Christmas Day
Historical Context
Christmas Day falls every year on 25 December and is a paid day off in Slovakia. It is the quieter family-visiting day after the central Christmas Eve dinner.
Christmas Day has been a day of rest in Slovak lands since Christianisation. Unlike in Anglo-American tradition, where the focus is on the morning of 25 December, Slovak Christmas centres on Christmas Eve, with the 25th treated as a calmer day for visiting and worship.
Families attend morning church services (Catholics often go to a midnight mass on Christmas Eve and a daytime service on the 25th). The main meal is a Christmas dinner of roast goose, duck, or turkey with traditional sides. Visiting close family members is common. Shops are closed under the strictest mandatory closure rules.
Regional Traditions
Šariš
On Christmas Day, young men of the village walked house to house carrying a portable Betlehem (nativity), reciting verses, singing carols and beating their staves while dancing the odzemok before delivering the household blessing (vinš). Custom strictly required the lower-living neighbour to walk up to the higher-living one, never the reverse.
Zamagurie (Goral villages, Ždiar)
In the Goral villages of Zamagurie, children performed a "betlehem" puppet play of the Three Kings, going from house to house with a small theatre and a hand-made nativity. The carols are sung in the Goral dialect, traditionally described as more "temperamental" because of the shepherd voice culture of the upper Spiš valleys.
Zemplín / Šariš (rusínske obce)
On the day after the Rusyn Christmas Eve, koledníci move through the villages announcing the birth of Christ with the greeting "Christos raždajetsja — Slavite jeho." The carolers sing in Rusyn rather than Slovak and follow the Byzantine-rite calendar, so this Christmas-Day caroling falls on 7 January.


_ASSIGNMENT:_
Scan the entries below and give the number of lines containing "this", with no accompanying words.

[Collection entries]

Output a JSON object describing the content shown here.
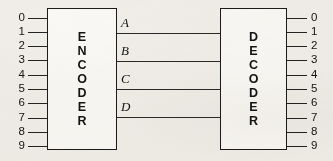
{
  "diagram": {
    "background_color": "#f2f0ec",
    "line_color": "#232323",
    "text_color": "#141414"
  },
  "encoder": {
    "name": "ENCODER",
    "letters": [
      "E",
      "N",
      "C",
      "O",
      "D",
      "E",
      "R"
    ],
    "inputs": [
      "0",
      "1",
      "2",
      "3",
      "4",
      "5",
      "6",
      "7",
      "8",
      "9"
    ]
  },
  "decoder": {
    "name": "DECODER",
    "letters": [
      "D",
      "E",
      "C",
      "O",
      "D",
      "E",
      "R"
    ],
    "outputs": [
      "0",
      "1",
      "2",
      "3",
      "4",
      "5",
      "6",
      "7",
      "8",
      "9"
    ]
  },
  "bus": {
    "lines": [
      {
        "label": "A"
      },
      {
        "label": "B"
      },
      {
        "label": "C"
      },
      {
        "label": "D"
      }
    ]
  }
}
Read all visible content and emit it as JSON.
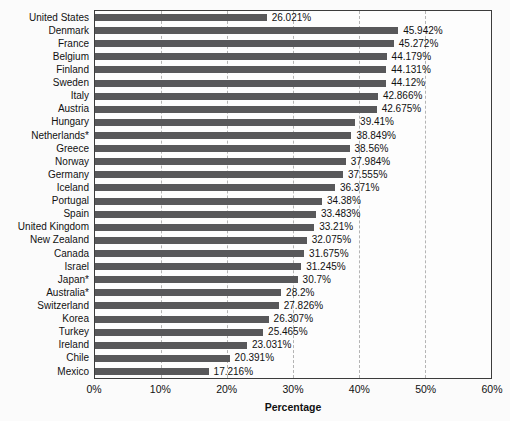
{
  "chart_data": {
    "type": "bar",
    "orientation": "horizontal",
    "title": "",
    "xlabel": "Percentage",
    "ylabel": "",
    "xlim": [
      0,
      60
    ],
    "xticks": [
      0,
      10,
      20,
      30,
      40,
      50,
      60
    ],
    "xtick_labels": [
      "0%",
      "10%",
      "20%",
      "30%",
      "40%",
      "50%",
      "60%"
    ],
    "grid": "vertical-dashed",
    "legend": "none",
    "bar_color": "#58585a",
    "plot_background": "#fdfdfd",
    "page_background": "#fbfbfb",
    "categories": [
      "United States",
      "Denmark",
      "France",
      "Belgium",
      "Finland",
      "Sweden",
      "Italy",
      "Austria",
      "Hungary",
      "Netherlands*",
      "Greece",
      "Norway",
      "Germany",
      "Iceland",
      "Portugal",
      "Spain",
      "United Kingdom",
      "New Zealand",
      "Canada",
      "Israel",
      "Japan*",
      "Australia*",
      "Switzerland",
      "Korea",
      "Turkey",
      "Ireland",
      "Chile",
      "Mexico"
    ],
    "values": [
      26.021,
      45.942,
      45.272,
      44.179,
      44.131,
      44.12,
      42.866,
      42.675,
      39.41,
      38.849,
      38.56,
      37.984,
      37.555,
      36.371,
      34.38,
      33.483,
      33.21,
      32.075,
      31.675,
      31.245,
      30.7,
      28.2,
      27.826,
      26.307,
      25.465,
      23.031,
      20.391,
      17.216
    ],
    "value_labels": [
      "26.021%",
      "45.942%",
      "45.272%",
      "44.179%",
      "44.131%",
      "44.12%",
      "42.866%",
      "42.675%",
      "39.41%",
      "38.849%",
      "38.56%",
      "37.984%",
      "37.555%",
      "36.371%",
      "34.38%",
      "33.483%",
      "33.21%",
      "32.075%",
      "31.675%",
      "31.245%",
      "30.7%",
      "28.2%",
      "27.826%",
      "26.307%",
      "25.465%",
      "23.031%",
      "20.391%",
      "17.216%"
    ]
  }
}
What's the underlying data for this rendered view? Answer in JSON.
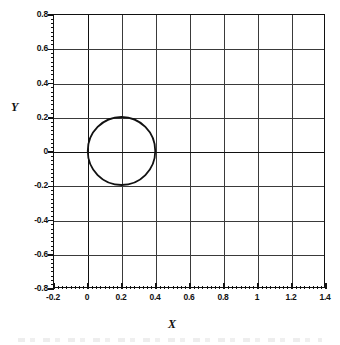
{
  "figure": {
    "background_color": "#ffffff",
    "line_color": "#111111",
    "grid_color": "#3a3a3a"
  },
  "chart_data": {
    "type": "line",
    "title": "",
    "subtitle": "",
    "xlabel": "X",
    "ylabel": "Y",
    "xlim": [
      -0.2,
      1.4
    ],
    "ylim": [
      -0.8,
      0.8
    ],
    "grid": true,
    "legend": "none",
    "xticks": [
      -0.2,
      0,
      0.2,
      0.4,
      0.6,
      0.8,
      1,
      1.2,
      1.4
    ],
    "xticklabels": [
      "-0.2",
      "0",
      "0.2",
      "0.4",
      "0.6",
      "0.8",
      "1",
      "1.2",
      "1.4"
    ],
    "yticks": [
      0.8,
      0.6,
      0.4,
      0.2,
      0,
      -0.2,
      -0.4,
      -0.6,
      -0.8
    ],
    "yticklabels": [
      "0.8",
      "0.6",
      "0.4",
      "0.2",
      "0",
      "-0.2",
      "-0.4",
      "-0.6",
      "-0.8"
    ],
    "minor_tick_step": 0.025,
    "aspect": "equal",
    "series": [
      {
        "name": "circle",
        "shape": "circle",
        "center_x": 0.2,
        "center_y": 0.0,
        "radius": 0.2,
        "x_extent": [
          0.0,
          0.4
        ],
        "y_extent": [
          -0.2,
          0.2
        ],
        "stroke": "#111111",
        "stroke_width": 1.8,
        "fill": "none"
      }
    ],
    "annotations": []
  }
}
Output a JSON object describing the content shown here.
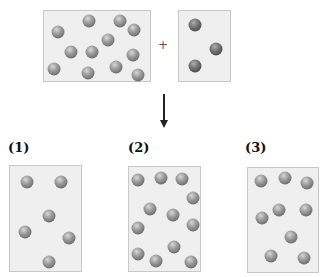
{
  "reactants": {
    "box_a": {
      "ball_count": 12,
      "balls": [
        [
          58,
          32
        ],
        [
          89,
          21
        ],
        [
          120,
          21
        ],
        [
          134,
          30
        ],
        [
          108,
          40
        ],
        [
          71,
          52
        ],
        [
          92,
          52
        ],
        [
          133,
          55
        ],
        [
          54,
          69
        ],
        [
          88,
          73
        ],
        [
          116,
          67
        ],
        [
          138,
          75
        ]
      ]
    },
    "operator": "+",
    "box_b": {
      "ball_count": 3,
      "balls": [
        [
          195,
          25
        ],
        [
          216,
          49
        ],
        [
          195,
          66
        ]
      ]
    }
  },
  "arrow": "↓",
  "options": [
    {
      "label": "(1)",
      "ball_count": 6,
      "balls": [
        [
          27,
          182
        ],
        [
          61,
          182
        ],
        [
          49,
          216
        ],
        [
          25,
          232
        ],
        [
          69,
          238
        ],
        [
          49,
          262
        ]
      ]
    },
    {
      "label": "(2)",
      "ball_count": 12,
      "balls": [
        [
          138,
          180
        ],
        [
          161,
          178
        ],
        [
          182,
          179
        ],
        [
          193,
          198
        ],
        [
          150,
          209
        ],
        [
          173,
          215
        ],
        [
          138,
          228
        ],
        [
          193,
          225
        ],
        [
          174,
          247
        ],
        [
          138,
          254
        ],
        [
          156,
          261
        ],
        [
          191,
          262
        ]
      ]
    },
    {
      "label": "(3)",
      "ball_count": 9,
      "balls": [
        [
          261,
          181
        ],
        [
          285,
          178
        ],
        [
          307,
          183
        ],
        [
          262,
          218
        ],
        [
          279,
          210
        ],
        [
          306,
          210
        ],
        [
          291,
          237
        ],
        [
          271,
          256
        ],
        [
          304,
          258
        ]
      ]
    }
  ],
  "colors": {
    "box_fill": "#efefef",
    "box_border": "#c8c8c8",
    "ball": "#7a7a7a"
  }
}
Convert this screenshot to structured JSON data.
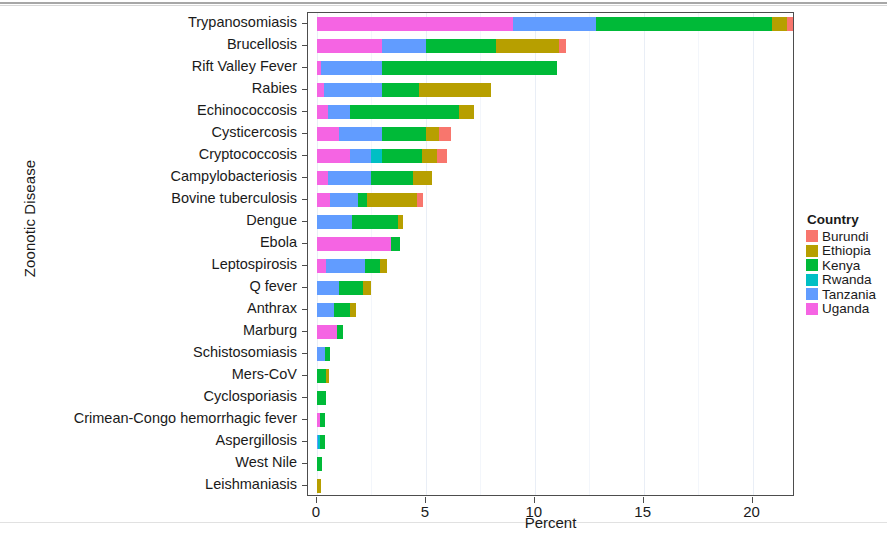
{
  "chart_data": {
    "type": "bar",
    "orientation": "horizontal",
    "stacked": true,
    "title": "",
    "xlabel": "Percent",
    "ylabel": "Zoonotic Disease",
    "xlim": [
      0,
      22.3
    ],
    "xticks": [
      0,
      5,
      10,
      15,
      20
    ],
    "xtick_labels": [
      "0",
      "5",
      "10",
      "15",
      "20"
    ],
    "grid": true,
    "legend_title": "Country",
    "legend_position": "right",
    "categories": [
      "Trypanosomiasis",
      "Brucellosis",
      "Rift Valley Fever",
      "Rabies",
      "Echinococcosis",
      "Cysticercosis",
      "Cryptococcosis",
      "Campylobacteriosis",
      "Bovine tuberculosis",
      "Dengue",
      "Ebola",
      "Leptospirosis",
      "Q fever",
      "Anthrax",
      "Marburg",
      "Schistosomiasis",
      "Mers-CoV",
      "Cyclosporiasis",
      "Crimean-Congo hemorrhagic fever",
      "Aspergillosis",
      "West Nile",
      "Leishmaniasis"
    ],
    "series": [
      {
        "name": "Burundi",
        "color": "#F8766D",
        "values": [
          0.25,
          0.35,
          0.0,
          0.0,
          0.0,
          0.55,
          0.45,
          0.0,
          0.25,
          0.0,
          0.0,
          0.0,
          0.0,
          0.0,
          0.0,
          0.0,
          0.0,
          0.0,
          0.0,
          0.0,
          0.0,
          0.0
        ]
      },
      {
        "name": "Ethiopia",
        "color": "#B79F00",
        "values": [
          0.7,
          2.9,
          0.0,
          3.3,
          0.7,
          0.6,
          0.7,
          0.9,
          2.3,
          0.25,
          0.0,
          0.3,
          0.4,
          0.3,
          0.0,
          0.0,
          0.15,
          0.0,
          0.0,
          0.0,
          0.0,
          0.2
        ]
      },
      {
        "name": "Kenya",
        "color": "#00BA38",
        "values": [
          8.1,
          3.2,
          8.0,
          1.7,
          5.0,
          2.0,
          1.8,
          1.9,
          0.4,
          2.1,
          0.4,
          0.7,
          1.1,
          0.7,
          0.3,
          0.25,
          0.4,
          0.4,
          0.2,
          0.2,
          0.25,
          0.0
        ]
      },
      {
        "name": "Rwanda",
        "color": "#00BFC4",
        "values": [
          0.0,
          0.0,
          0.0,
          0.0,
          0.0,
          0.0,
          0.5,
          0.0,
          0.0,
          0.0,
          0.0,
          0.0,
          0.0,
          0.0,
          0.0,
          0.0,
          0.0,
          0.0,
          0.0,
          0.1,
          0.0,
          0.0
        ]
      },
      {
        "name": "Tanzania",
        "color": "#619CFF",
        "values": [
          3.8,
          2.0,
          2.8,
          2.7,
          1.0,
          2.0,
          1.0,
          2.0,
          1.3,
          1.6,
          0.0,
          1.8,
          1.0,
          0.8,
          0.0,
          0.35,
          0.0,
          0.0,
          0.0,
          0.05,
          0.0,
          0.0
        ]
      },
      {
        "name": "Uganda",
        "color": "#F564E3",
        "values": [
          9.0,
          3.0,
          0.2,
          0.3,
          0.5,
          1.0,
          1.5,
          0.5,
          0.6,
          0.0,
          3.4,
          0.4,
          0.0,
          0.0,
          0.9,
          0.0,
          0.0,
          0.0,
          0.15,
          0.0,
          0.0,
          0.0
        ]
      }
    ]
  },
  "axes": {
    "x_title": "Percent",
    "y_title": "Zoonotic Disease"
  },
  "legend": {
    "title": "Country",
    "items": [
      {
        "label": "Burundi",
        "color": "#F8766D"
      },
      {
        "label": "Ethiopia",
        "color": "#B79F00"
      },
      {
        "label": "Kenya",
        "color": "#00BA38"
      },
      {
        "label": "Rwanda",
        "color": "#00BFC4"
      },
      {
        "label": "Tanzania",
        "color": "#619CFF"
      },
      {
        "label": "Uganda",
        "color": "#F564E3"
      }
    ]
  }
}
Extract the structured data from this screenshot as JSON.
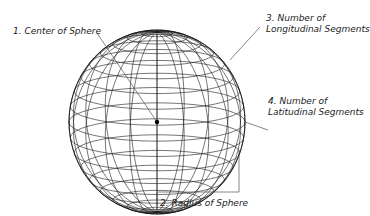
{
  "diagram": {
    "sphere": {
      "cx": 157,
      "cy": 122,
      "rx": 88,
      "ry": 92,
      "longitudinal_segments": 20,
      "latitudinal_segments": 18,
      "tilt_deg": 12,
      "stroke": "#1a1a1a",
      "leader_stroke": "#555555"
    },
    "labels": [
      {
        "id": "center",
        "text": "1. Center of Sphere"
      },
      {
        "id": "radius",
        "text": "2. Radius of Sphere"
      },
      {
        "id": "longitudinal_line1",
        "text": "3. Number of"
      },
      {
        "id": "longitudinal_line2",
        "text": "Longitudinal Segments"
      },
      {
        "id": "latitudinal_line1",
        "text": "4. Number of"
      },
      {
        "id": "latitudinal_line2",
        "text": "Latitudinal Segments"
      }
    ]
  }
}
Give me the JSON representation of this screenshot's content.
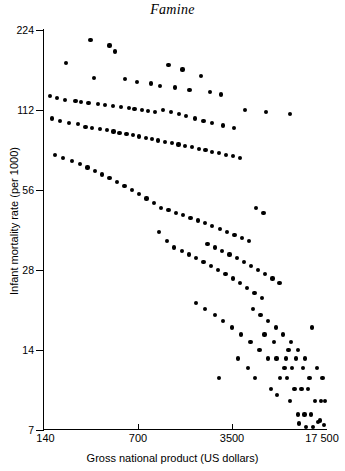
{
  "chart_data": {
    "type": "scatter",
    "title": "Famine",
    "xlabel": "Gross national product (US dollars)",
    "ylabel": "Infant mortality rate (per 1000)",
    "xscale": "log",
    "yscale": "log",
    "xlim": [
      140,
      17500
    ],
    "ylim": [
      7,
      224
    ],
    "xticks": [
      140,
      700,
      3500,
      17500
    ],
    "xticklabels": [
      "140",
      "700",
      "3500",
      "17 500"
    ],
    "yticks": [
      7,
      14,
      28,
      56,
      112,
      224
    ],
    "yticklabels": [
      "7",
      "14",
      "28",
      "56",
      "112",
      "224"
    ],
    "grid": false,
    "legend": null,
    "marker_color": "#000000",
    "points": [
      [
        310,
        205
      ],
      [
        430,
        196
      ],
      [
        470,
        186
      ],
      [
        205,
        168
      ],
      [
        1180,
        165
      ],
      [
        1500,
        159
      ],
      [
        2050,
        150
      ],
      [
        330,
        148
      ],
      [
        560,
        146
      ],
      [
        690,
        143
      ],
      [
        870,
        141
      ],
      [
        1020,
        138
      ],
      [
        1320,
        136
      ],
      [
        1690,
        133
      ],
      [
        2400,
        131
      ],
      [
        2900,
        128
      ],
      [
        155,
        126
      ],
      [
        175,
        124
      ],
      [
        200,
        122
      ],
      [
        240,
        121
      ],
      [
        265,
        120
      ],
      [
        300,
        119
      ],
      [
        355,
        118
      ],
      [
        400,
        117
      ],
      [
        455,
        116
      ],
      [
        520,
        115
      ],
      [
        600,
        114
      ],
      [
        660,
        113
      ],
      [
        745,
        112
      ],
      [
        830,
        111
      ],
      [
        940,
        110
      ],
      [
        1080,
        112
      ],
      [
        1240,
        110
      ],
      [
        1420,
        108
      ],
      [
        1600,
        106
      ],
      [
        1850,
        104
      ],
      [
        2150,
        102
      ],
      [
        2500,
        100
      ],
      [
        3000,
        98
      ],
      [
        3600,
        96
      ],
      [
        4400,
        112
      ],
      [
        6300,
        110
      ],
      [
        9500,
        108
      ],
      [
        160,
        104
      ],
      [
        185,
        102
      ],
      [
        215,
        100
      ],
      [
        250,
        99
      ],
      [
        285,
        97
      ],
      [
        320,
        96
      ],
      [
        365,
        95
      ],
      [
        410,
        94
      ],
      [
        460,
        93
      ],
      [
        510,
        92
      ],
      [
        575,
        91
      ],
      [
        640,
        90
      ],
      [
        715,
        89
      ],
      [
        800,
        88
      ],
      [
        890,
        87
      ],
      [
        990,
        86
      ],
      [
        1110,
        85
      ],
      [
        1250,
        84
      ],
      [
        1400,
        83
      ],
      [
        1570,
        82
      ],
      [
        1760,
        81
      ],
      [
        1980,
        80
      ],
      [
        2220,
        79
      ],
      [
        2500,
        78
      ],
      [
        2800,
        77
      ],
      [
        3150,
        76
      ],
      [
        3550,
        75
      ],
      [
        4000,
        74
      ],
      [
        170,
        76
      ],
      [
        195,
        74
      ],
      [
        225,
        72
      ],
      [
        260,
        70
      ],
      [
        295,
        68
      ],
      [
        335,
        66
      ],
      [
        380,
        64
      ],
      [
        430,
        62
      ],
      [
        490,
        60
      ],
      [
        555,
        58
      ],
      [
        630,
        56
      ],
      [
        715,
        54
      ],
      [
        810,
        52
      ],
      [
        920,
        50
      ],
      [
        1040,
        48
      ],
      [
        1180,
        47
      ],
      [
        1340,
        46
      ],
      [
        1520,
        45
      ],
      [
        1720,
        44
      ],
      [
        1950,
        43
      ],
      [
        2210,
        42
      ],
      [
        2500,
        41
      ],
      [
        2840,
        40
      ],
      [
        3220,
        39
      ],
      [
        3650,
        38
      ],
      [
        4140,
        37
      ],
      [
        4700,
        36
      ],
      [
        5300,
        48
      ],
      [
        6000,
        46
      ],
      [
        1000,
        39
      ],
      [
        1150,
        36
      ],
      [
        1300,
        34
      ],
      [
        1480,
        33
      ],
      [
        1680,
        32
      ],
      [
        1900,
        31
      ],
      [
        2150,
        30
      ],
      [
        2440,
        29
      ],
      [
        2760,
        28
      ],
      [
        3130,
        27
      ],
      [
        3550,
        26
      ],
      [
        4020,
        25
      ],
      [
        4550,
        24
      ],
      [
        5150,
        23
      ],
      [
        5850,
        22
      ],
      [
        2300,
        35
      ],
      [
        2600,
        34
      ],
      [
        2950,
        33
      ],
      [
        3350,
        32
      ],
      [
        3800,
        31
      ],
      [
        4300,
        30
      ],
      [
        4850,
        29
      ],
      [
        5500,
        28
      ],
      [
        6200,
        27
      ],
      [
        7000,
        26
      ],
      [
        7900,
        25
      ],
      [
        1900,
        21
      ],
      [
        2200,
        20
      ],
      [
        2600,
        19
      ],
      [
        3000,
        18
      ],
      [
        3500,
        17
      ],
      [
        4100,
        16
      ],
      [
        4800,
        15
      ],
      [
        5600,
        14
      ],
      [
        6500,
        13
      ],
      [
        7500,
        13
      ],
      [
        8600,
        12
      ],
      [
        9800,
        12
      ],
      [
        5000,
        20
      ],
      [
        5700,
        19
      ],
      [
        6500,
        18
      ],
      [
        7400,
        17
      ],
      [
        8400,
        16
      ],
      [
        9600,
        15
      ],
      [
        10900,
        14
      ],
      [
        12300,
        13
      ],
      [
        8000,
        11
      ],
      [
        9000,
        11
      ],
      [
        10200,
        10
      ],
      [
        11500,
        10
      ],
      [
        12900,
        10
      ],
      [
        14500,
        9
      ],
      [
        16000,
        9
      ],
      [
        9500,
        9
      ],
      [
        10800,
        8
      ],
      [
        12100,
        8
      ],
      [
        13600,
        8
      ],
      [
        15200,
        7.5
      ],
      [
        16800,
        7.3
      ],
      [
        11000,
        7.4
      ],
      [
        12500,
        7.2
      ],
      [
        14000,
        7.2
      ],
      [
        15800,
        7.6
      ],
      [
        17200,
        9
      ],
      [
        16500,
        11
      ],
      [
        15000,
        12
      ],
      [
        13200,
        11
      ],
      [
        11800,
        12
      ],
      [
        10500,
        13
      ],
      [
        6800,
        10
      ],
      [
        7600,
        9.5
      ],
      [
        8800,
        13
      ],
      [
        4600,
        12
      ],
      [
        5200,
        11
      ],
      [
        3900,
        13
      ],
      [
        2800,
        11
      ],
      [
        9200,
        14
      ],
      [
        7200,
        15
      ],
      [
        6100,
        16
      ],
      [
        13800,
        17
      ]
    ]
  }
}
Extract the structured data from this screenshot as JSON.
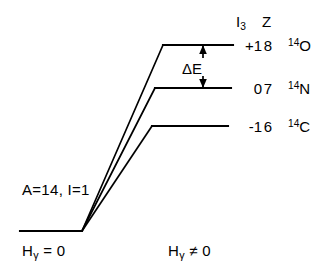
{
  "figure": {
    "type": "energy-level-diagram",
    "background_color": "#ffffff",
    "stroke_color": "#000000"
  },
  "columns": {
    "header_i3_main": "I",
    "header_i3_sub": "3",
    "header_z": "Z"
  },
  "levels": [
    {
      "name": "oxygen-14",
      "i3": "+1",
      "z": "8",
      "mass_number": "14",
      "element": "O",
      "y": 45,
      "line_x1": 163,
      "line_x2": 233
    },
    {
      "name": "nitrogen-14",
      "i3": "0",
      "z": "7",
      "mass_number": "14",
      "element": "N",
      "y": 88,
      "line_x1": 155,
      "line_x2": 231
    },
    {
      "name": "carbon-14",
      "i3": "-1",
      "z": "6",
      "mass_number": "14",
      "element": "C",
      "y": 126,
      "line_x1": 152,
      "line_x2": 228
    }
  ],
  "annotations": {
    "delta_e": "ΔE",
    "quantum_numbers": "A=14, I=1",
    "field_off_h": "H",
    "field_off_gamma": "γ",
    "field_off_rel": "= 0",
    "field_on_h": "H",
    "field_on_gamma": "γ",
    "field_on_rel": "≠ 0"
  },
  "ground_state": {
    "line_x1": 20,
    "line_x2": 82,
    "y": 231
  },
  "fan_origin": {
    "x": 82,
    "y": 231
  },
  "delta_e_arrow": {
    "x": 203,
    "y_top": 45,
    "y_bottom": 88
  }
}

_TASK RESPONSE:_
5